Welcome to my echo chamber post.
As others have said: I love the regularity of the flash; thank you PodCastle for being faithful in this regard. I liked this piece, though as people have pointed out, it didn't really score on the originality scale. Still, I thought the imagery was vivid, and I liked all the tactile stuff in the story. I liked the obscuring mechanism of fog and smoke, used as a motif. I like the exploration of what it means to be a ghost, and to be dead. I especially liked the protag's interpretation that the living and dead are no different. That's definitely a non-western view of death, and it was intriguing to me. I have to admit a slight letdown at the ending, but came out of the story glad I'd heard it, so I'm not going to call foul on that. I love how consistently PC pimps the forums (wait, maybe no one else said that upthread. I am first with something? Woo!).
I know that at this point Rachel's going to feel like it's a battering, because it's hard to read so many people saying the same thing and not feel overwhelmed, but I, too, would prefer story analyses to come AFTER the story, if at all. This one in particular felt a little strong on didacticism, and I know it's not meant to, but it's a lot of blah blah blah standing between me and my story and it makes me itchy and impatient and not particularly teachable. For flash especially, I think it's a mistake to have a long introduction. PP rarely has one at all, and I think that method works (whoa, look at me, praising something PP does even though I've sworn off that podcast for the time being). I don't know if it's meant to build anticipation or something like that, but if so, it's not functioning that way for me.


What is expected >>
Print them exactly: the lines from the beginning of the entries below through the line that contains "Image is 853x458 pixels.", and only those, with the pictures left out.
┏━━
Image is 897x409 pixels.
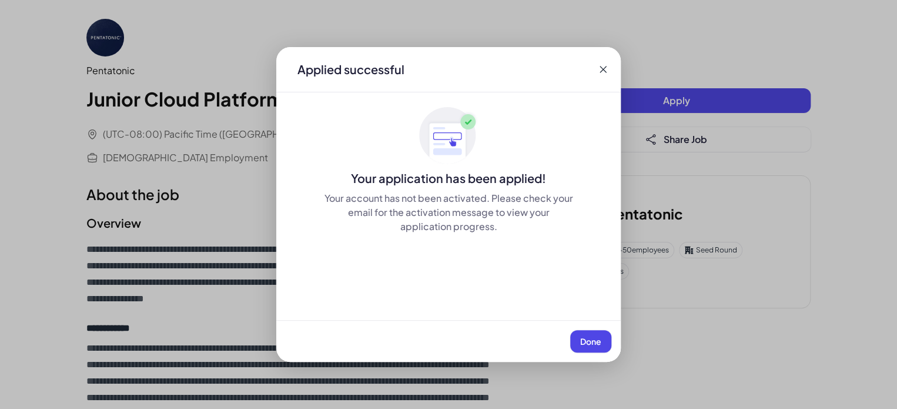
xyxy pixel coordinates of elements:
[298,61,405,78] div: Applied successful
[580,336,602,346] span: Done
[276,170,621,186] div: Your application has been applied!
[570,330,612,352] button: Done
[323,191,574,233] div: Your account has not been activated. Please check your email for the activation message to view y...
[419,106,478,165] img: ApplyedMaskGroup3.svg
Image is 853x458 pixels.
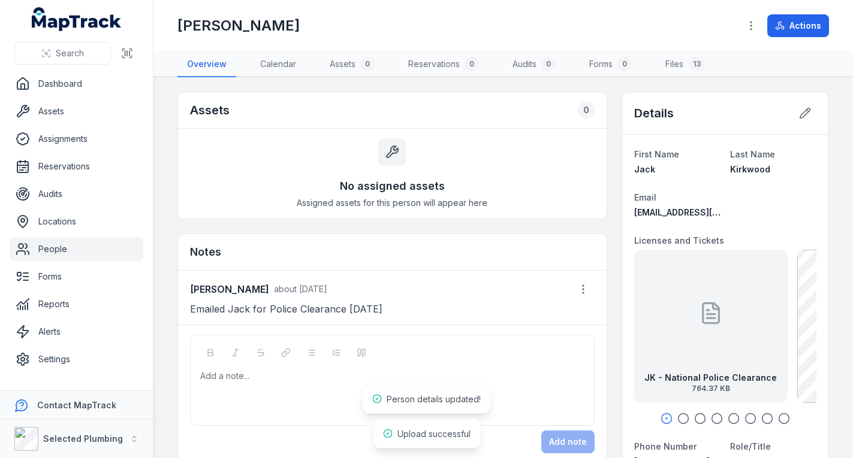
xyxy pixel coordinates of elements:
span: Upload successful [397,429,470,439]
span: 764.37 KB [644,384,777,394]
a: Dashboard [10,72,143,96]
div: 0 [617,57,632,71]
a: Reservations [10,155,143,179]
span: Phone Number [634,442,696,452]
a: MapTrack [32,7,122,31]
span: Kirkwood [730,164,770,174]
strong: [PERSON_NAME] [190,282,269,297]
a: Alerts [10,320,143,344]
a: Audits [10,182,143,206]
span: Email [634,192,656,203]
a: Forms [10,265,143,289]
button: Search [14,42,111,65]
h2: Details [634,105,674,122]
a: Forms0 [579,52,641,77]
strong: Contact MapTrack [37,400,116,410]
a: People [10,237,143,261]
div: 0 [360,57,375,71]
div: 13 [688,57,705,71]
span: Licenses and Tickets [634,236,724,246]
div: 0 [578,102,594,119]
span: Assigned assets for this person will appear here [297,197,487,209]
span: Last Name [730,149,775,159]
h2: Assets [190,102,230,119]
a: Overview [177,52,236,77]
a: Assets0 [320,52,384,77]
h1: [PERSON_NAME] [177,16,300,35]
span: Jack [634,164,655,174]
a: Assignments [10,127,143,151]
a: Settings [10,348,143,372]
a: Calendar [250,52,306,77]
a: Files13 [656,52,715,77]
a: Audits0 [503,52,565,77]
strong: JK - National Police Clearance [644,372,777,384]
time: 7/14/2025, 8:55:37 AM [274,284,327,294]
strong: Selected Plumbing [43,434,123,444]
span: about [DATE] [274,284,327,294]
a: Locations [10,210,143,234]
p: Emailed Jack for Police Clearance [DATE] [190,301,594,318]
h3: No assigned assets [340,178,445,195]
button: Actions [767,14,829,37]
div: 0 [464,57,479,71]
span: [EMAIL_ADDRESS][DOMAIN_NAME] [634,207,778,218]
a: Assets [10,99,143,123]
h3: Notes [190,244,221,261]
span: Role/Title [730,442,771,452]
a: Reservations0 [399,52,488,77]
a: Reports [10,292,143,316]
div: 0 [541,57,556,71]
span: First Name [634,149,679,159]
span: Search [56,47,84,59]
span: Person details updated! [387,394,481,405]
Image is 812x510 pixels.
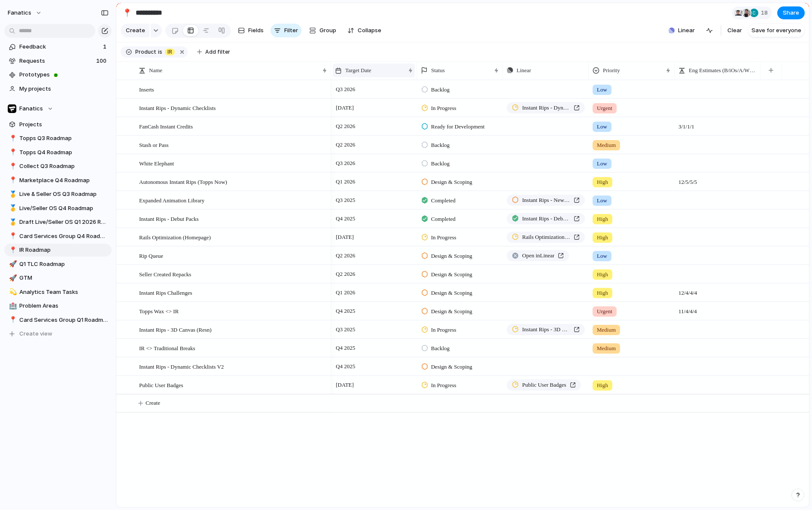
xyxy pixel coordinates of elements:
button: 📍 [8,162,16,171]
span: Q3 2025 [333,195,357,205]
span: Card Services Group Q4 Roadmap [19,232,109,240]
span: White Elephant [139,158,174,168]
span: Requests [19,57,93,65]
div: 🚀GTM [4,272,112,284]
div: 🚀Q1 TLC Roadmap [4,258,112,271]
a: 📍IR Roadmap [4,244,112,256]
span: Backlog [431,160,450,168]
a: Instant Rips - 3D Canvas (Resn) [507,324,585,335]
div: 📍Card Services Group Q4 Roadmap [4,230,112,243]
span: Rip Queue [139,250,163,261]
span: Medium [597,344,615,353]
span: Instant Rips Challenges [139,287,193,297]
div: 📍 [9,147,15,157]
button: Group [305,24,341,37]
button: 🏥 [8,301,16,310]
span: Stash or Pass [139,140,169,149]
span: Q4 2025 [333,306,357,317]
span: Low [597,251,607,261]
span: IR [167,48,172,56]
button: Create [120,24,149,37]
span: Inserts [139,84,154,94]
div: 🚀 [9,273,15,283]
a: Requests100 [4,55,112,68]
button: Save for everyone [747,24,804,37]
span: Instant Rips - New Pack Opening Animations [522,196,570,204]
a: Prototypes [4,68,112,81]
span: Save for everyone [752,26,801,35]
a: Instant Rips - Dynamic Checklists [507,102,585,113]
div: 💫 [9,287,15,297]
span: Urgent [597,307,612,316]
span: Share [783,8,798,17]
span: Q1 2026 [333,176,357,187]
span: [DATE] [333,380,356,390]
span: High [597,177,608,187]
button: Share [777,6,804,19]
span: Urgent [597,103,612,113]
div: 📍 [122,7,132,19]
span: Draft Live/Seller OS Q1 2026 Roadmap [19,218,109,227]
span: Seller Created Repacks [139,269,191,279]
a: 🥇Live/Seller OS Q4 Roadmap [4,202,112,215]
span: [DATE] [333,103,356,113]
span: High [597,215,608,223]
a: Instant Rips - Debut Packs [507,213,585,224]
span: Q2 2026 [333,140,357,150]
span: Backlog [431,86,450,94]
span: Design & Scoping [431,363,473,371]
span: Design & Scoping [431,177,473,187]
a: 📍Topps Q4 Roadmap [4,146,112,159]
a: 💫Analytics Team Tasks [4,286,112,298]
button: 🚀 [8,260,16,269]
span: Card Services Group Q1 Roadmap [19,316,109,324]
button: 📍 [8,149,16,157]
button: Linear [665,24,698,36]
span: Prototypes [19,70,109,79]
span: High [597,270,608,279]
button: 🥇 [8,218,16,227]
a: 📍Collect Q3 Roadmap [4,160,112,173]
button: 💫 [8,288,16,296]
button: 📍 [8,176,16,184]
span: Linear [517,66,531,75]
a: My projects [4,82,112,95]
span: 12/5/5/5 [675,173,760,187]
button: is [156,48,164,57]
span: Fanatics [19,104,43,113]
span: Instant Rips - 3D Canvas (Resn) [522,325,570,334]
span: GTM [19,274,109,283]
button: Add filter [192,46,235,58]
span: Q3 2026 [333,158,357,169]
span: Ready for Development [431,122,484,131]
span: Low [597,122,607,131]
span: Completed [431,196,456,204]
span: Topps Q4 Roadmap [19,149,109,157]
div: 📍Card Services Group Q1 Roadmap [4,314,112,327]
span: 100 [96,57,109,65]
button: 🥇 [8,204,16,213]
span: Clear [727,26,742,35]
span: Name [149,66,162,75]
span: Q2 2026 [333,269,357,279]
div: 📍 [9,315,15,325]
span: Public User Badges [522,381,566,390]
span: Backlog [431,344,450,353]
div: 🏥Problem Areas [4,300,112,312]
span: Status [431,66,445,75]
span: Q4 2025 [333,361,357,372]
a: Open inLinear [507,250,568,261]
span: FanCash Instant Credits [139,121,193,131]
span: Q4 2025 [333,213,357,224]
span: Low [597,160,607,168]
span: Rails Optimization (Homepage) [522,233,570,241]
span: In Progress [431,326,456,334]
div: 📍Topps Q3 Roadmap [4,132,112,145]
span: Expanded Animation Library [139,195,204,204]
span: Create view [19,330,53,338]
span: Autonomous Instant Rips (Topps Now) [139,176,227,187]
span: 12/4/4/4 [675,284,760,297]
button: Filter [271,24,301,37]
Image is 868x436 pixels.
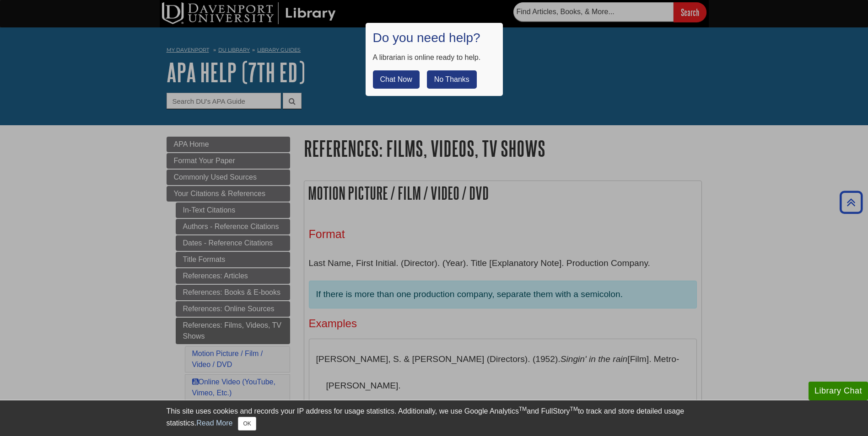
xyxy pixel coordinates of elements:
[166,406,702,431] div: This site uses cookies and records your IP address for usage statistics. Additionally, we use Goo...
[197,419,232,427] a: Read More
[373,52,496,63] div: A librarian is online ready to help.
[373,30,496,46] h1: Do you need help?
[519,406,527,412] sup: TM
[427,71,477,88] button: No Thanks
[809,381,868,400] button: Library Chat
[373,71,420,88] button: Chat Now
[570,406,578,412] sup: TM
[238,417,256,431] button: Close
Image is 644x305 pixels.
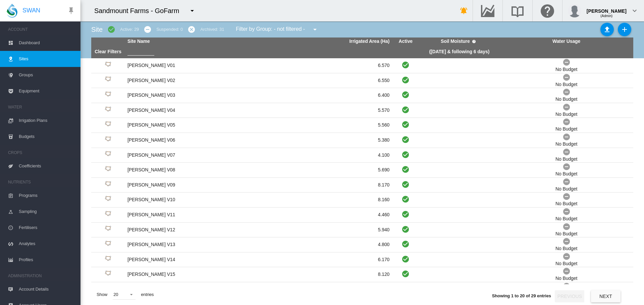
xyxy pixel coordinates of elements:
img: 1.svg [104,211,112,219]
md-icon: icon-menu-down [188,7,196,15]
div: Site Id: 40769 [94,256,122,264]
button: icon-bell-ring [457,4,471,17]
div: No Budget [555,186,577,193]
button: Add New Site, define start date [617,22,632,37]
button: icon-menu-down [186,4,199,17]
span: entries [138,289,156,301]
span: Profiles [19,252,75,268]
tr: Site Id: 40804 [PERSON_NAME] V01 6.570 No Budget [92,58,633,73]
div: Site Id: 40792 [94,121,122,130]
span: Coefficients [19,158,75,175]
div: Site Id: 40790 [94,91,122,100]
th: Soil Moisture [419,37,499,46]
img: 1.svg [104,91,112,100]
span: Irrigation Plans [19,112,75,129]
button: Next [591,290,621,303]
md-icon: Click here for help [539,7,555,15]
div: Site Id: 40803 [94,136,122,145]
img: 1.svg [104,196,112,204]
div: Site Id: 40802 [94,196,122,204]
div: No Budget [555,200,577,208]
tr: Site Id: 40769 [PERSON_NAME] V14 6.170 No Budget [92,253,633,268]
div: Site Id: 40804 [94,61,122,70]
img: 1.svg [104,76,112,85]
img: 1.svg [104,151,112,159]
md-icon: icon-help-circle [470,37,478,46]
td: [PERSON_NAME] V16 [125,283,259,298]
button: icon-menu-down [308,22,322,37]
div: No Budget [555,275,577,282]
td: 6.550 [259,73,393,88]
span: Sampling [19,204,75,219]
span: ADMINISTRATION [8,271,75,282]
span: (Admin) [600,14,612,17]
div: Site Id: 40763 [94,226,122,234]
td: 5.690 [259,163,393,178]
div: Active: 29 [120,27,139,32]
tr: Site Id: 40794 [PERSON_NAME] V04 5.570 No Budget [92,103,633,118]
div: No Budget [555,216,577,223]
td: 8.120 [259,268,393,282]
span: Programs [19,188,75,204]
img: 1.svg [104,241,112,248]
img: 1.svg [104,271,112,278]
div: Archived: 31 [201,27,224,32]
td: [PERSON_NAME] V10 [125,193,259,208]
tr: Site Id: 40805 [PERSON_NAME] V07 4.100 No Budget [92,148,633,163]
span: NUTRIENTS [8,177,75,188]
button: Sites Bulk Import [600,22,614,37]
img: 1.svg [104,256,112,264]
md-icon: icon-chevron-down [631,7,638,15]
td: [PERSON_NAME] V01 [125,58,259,73]
div: Suspended: 0 [156,27,183,32]
div: No Budget [555,171,577,178]
th: ([DATE] & following 6 days) [419,46,499,58]
div: No Budget [555,156,577,163]
div: No Budget [555,141,577,148]
div: No Budget [555,261,577,268]
div: Site Id: 40794 [94,106,122,115]
md-icon: Search the knowledge base [509,7,526,15]
th: Irrigated Area (Ha) [259,37,393,46]
td: 1.980 [259,283,393,298]
md-icon: icon-cancel [187,26,196,33]
tr: Site Id: 40802 [PERSON_NAME] V10 8.160 No Budget [92,193,633,208]
span: Analytes [19,236,75,252]
img: profile.jpg [567,4,582,17]
td: 5.560 [259,118,393,133]
td: 4.100 [259,148,393,163]
img: 1.svg [104,226,112,234]
img: 1.svg [104,121,112,130]
td: 5.570 [259,103,393,118]
td: [PERSON_NAME] V13 [125,238,259,253]
td: 8.160 [259,193,393,208]
span: Showing 1 to 20 of 29 entries [492,293,551,298]
td: [PERSON_NAME] V07 [125,148,259,163]
tr: Site Id: 40793 [PERSON_NAME] V09 8.170 No Budget [92,178,633,193]
md-icon: Go to the Data Hub [479,7,496,15]
div: No Budget [555,96,577,103]
th: Water Usage [499,37,633,46]
div: Site Id: 40807 [94,271,122,278]
tr: Site Id: 40768 [PERSON_NAME] V13 4.800 No Budget [92,238,633,253]
img: SWAN-Landscape-Logo-Colour-drop.png [7,3,17,17]
md-icon: icon-pin [67,7,75,15]
div: Site Id: 40766 [94,211,122,219]
div: Site Id: 40795 [94,166,122,175]
span: SWAN [22,7,40,15]
span: Groups [19,67,75,83]
td: [PERSON_NAME] V14 [125,253,259,268]
div: No Budget [555,126,577,133]
span: Show [94,289,110,301]
div: Site Id: 40768 [94,241,122,248]
div: No Budget [555,245,577,253]
tr: Site Id: 40766 [PERSON_NAME] V11 4.460 No Budget [92,208,633,223]
span: Site [92,26,102,33]
tr: Site Id: 40807 [PERSON_NAME] V15 8.120 No Budget [92,268,633,283]
md-icon: icon-plus [621,26,628,33]
td: [PERSON_NAME] V09 [125,178,259,193]
span: Sites [19,51,75,67]
md-icon: icon-bell-ring [460,7,468,15]
td: [PERSON_NAME] V05 [125,118,259,133]
td: 6.170 [259,253,393,268]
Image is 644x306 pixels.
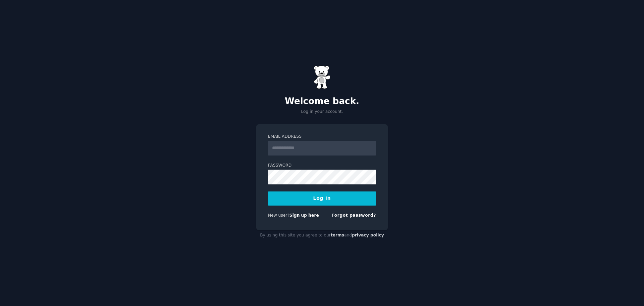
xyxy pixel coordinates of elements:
div: By using this site you agree to our and [256,230,388,241]
img: Gummy Bear [314,65,330,89]
button: Log In [268,191,376,205]
label: Password [268,162,376,168]
a: Sign up here [290,213,319,218]
a: privacy policy [352,233,384,237]
span: New user? [268,213,290,218]
a: terms [331,233,344,237]
a: Forgot password? [331,213,376,218]
p: Log in your account. [256,109,388,115]
label: Email Address [268,133,376,140]
h2: Welcome back. [256,96,388,107]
┗━━
Response >>
Image is 897x409 pixels.
xyxy pixel coordinates of elements:
[298,61,405,78] div: Applied successful
[580,336,602,346] span: Done
[276,170,621,186] div: Your application has been applied!
[570,330,612,352] button: Done
[323,191,574,233] div: Your account has not been activated. Please check your email for the activation message to view y...
[419,106,478,165] img: ApplyedMaskGroup3.svg
Image is 853x458 pixels.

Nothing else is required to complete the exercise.